A system administrator is deploying a cluster of hypervisors equipped with multiple physical CPUs and PCIe-attached GPUs to host high-performance deep learning workloads. To prevent extreme latency spikes and memory throughput bottlenecks between the system memory and the GPU memory, which architectural factor must the administrator configure?
Select an answer to reveal the explanation.
Short Explanation and Infographic
Here's the deal: when you're running heavy AI workloads, speed is everything. If your CPU has to cross the motherboard to talk to a GPU connected to a different CPU socket, you’ve just created a massive speed bump. In the real world, this is all about NUMA—Non-Uniform Memory Access. Think of it like this: if you need a tool, you want it on your workbench, not in the shed next door. If your VM's virtual CPUs and its physical GPU aren't aligned to the same physical NUMA node, data has to travel across the inter-socket interconnect (like UPI or Infinity Fabric). That latency will absolutely kill your training performance. Trust me on this, NUMA alignment is a critical design step you can't skip!
Full explanation below image
Full Explanation
Modern multi-socket servers utilize a Non-Uniform Memory Access (NUMA) architecture. Under NUMA, the system memory is divided into local regions associated directly with specific physical processors (sockets). When a CPU accesses its local memory, the latency is minimal. However, if a CPU needs to access memory associated with a different processor socket (remote memory), the request must cross an interconnect (such as Intel UPI or AMD Infinity Fabric), which introduces significant latency and reduces available bandwidth.
In a GPU-accelerated virtualized environment, GPUs are connected via PCIe to specific CPU sockets. If a virtual machine (VM) is scheduled on vCPUs residing on Socket 0, but is mapped to a physical GPU connected to Socket 1, every transaction between the VM's CPU threads and the GPU must cross the inter-socket link. This misaligned NUMA configuration causes severe bottlenecks during high-throughput AI training and inference.
Let's review the other choices: - Software-based GPU emulation (Option A) introduces massive virtualization overhead and lacks the performance required for hardware-accelerated AI workloads, whereas direct hardware passthrough or hardware-backed vGPU is preferred. - Allocating more vCPUs than physical CPUs (Option C), also known as CPU overcommitting, degrades performance for compute-intensive AI workloads due to context switching and scheduling latency. - Distributing GPU memory allocations across all physical RAM sockets (Option D) actively breaks NUMA locality, forcing remote memory accesses and degrading data transfer performance between system RAM and GPU VRAM.
Therefore, aligning virtual machine resources to the same physical NUMA node as the assigned GPU ensures that memory access paths remain local, keeping latency low and throughput high.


### [What is required]
Check the data underneath for lines holding the word "common", and state only how many you find.

### [Data provided]
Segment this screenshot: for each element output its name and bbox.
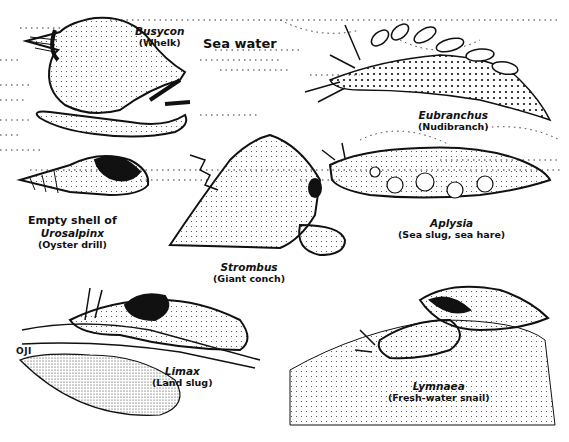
strombus-illustration	[170, 135, 345, 255]
label-aplysia: Aplysia (Sea slug, sea hare)	[398, 217, 505, 241]
urosalpinx-illustration	[20, 156, 148, 195]
label-eubranchus: Eubranchus (Nudibranch)	[418, 109, 489, 133]
genus-name: Lymnaea	[388, 380, 490, 392]
common-name: (Land slug)	[152, 377, 213, 389]
genus-name: Limax	[152, 365, 213, 377]
artist-signature: OJI	[16, 346, 32, 356]
limax-illustration	[20, 288, 260, 415]
genus-name: Strombus	[213, 261, 285, 273]
sea-water-label: Sea water	[203, 36, 277, 51]
label-limax: Limax (Land slug)	[152, 365, 213, 389]
common-name: (Nudibranch)	[418, 121, 489, 133]
genus-name: Urosalpinx	[28, 227, 117, 239]
label-urosalpinx: Empty shell of Urosalpinx (Oyster drill)	[28, 215, 117, 251]
common-name: (Giant conch)	[213, 273, 285, 285]
genus-name: Aplysia	[398, 217, 505, 229]
aplysia-illustration	[322, 143, 550, 198]
label-prefix: Empty shell of	[28, 215, 117, 227]
common-name: (Whelk)	[135, 37, 185, 49]
label-strombus: Strombus (Giant conch)	[213, 261, 285, 285]
label-busycon: Busycon (Whelk)	[135, 25, 185, 49]
common-name: (Sea slug, sea hare)	[398, 229, 505, 241]
genus-name: Busycon	[135, 25, 185, 37]
lymnaea-illustration	[290, 287, 555, 425]
common-name: (Oyster drill)	[28, 239, 117, 251]
common-name: (Fresh-water snail)	[388, 392, 490, 404]
genus-name: Eubranchus	[418, 109, 489, 121]
label-lymnaea: Lymnaea (Fresh-water snail)	[388, 380, 490, 404]
eubranchus-illustration	[305, 21, 550, 120]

### [Exercise response]
7